Product first, price second
This is the order we run in mentorship, and it's deliberate: fix the product, then raise the price. The first sale you make is to yourself.
When sessions are genuinely capped at six, every member is on an individual programme, and coaching is consistent across your team, the price rise stops feeling like a favour you're asking and starts feeling like housekeeping. You're no longer hoping the product deserves it. You know.
Across the GON network, most members recoup their mentorship investment within 60 days, usually from a single price change. The average member adds £130k in new revenue in their first year. Averages from real member gyms, never guarantees, but they show where the headroom usually is: not in more leads, in the price of the thing you already deliver.

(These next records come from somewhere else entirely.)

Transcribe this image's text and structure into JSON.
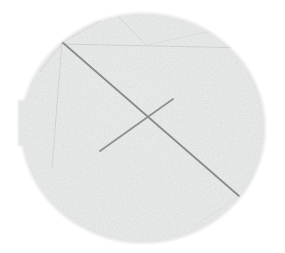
{
  "image": {
    "title": "Grey textured disc with crossed scribed lines",
    "width": 285,
    "height": 253,
    "background_color": "#ffffff",
    "subject": "circular disc specimen"
  },
  "disc": {
    "name": "circular disc",
    "center_x": 143,
    "center_y": 128,
    "radius_x": 122,
    "radius_y": 115,
    "fill_color": "#eceded",
    "edge_color": "#dfe0e0",
    "texture": "fine mottled granular speckle",
    "top_edge_y": 13,
    "bottom_edge_y": 243,
    "left_edge_x": 21,
    "right_edge_x": 265
  },
  "tab": {
    "name": "left edge tab",
    "x": 18,
    "y": 100,
    "width": 10,
    "height": 46,
    "fill_color": "#e4e5e5"
  },
  "marks": {
    "primary_line_color": "#8a8c8c",
    "faint_line_color": "#d3d5d5",
    "lines": [
      {
        "name": "long-diagonal",
        "x1": 62,
        "y1": 42,
        "x2": 239,
        "y2": 196,
        "width": 1.8,
        "color": "#8a8c8c",
        "emphasis": "primary"
      },
      {
        "name": "short-diagonal",
        "x1": 100,
        "y1": 151,
        "x2": 173,
        "y2": 99,
        "width": 1.8,
        "color": "#8f9191",
        "emphasis": "primary"
      },
      {
        "name": "top-chord",
        "x1": 60,
        "y1": 44,
        "x2": 251,
        "y2": 48,
        "width": 1.0,
        "color": "#cfd1d1",
        "emphasis": "faint"
      },
      {
        "name": "left-vertical-chord",
        "x1": 62,
        "y1": 42,
        "x2": 52,
        "y2": 168,
        "width": 1.0,
        "color": "#d2d4d4",
        "emphasis": "faint"
      },
      {
        "name": "upper-left-facet",
        "x1": 40,
        "y1": 72,
        "x2": 64,
        "y2": 41,
        "width": 1.0,
        "color": "#d6d8d8",
        "emphasis": "faint"
      },
      {
        "name": "apex-left-facet",
        "x1": 100,
        "y1": 21,
        "x2": 62,
        "y2": 43,
        "width": 1.0,
        "color": "#d8dada",
        "emphasis": "faint"
      },
      {
        "name": "apex-right-facet",
        "x1": 118,
        "y1": 16,
        "x2": 146,
        "y2": 45,
        "width": 1.0,
        "color": "#d5d7d7",
        "emphasis": "faint"
      },
      {
        "name": "upper-right-facet",
        "x1": 146,
        "y1": 45,
        "x2": 226,
        "y2": 28,
        "width": 1.0,
        "color": "#d9dbdb",
        "emphasis": "faint"
      },
      {
        "name": "right-facet",
        "x1": 251,
        "y1": 48,
        "x2": 261,
        "y2": 83,
        "width": 1.0,
        "color": "#dadcdc",
        "emphasis": "faint"
      },
      {
        "name": "lower-right-chord",
        "x1": 239,
        "y1": 196,
        "x2": 196,
        "y2": 225,
        "width": 1.0,
        "color": "#dcdede",
        "emphasis": "faint"
      }
    ]
  }
}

How to structure SGPT memberships
Keep it simple. The structures that work across the network share three traits:
Recurring monthly memberships, not session packs. Packs create re-buying decisions every few weeks. Memberships create a relationship. Your MRR is the heartbeat of the business, and packs give it an arrhythmia.
Two or three tiers, by frequency. 2x, 3x, and unlimited-style weekly frequencies cover almost everyone. More tiers than that and you're running a spreadsheet, not an offer.
Priced so your best tier is the obvious one. The middle or top tier should carry the clearest value per session. Most of your members should sit there.
What to avoid: founder rates that never expire, mate's rates that spread by word of mouth, and legacy prices protected for years out of guilt. Every gym has these. The gyms that grow clean them up, respectfully, with notice, and almost always keep the member.
How to raise prices without losing members
Raise prices after the product visibly improved, communicate straight, and give notice. Done that way, the members you lose are usually the ones costing you money to serve.
The short version of the playbook:
- Fix and show the product first. Capped sessions, individual programming, visible coaching standards. Let members feel the difference before you price it.
- Tell them straight, in person or by letter, with weeks of notice. State the new price and the reason. Skip the apology paragraph. Clarity is kindness.
- Expect less fallout than you fear. Owners forecast catastrophe. Across the network, the actual result of a well-run rise is a small number of departures and an immediate margin jump. Sam & Tristan at CTPT Canterbury went further: cut from 110 members at the wrong price to 30 at the right one, then grew to 230 in a facility four times the size.
We've published a full step-by-step guide: how to raise gym membership prices without losing members.
Frequently asked questions
How much should small group personal training cost?
Per head, 40 to 60% of your local 1:1 PT rate. In most UK markets in 2026 that means £18 to £30 per session and monthly memberships between roughly £180 and £320.
Is £200+ a month realistic outside big cities?
Yes. Network gyms in small towns hold £200+ memberships, because the comparison in the member's head is 1:1 PT at £40+ a session, not the leisure centre. Premium pricing follows product clarity, not postcode.
Should I publish my prices on my website?
For a premium coached product, most network gyms convert better through a conversation, because the price needs the value context. Either way, the price belongs on your sales page or in your consult, never buried in apology.
How often should a gym review prices?
Annually, as routine. A yearly review normalises movement, so no single rise carries five years of backlog and five years of fear.
The uncomfortable summary
Your pricing problem is probably a confidence problem wearing a spreadsheet. The market has been ready for years. The product might genuinely need work first, and that's fine, because that's the correct order anyway.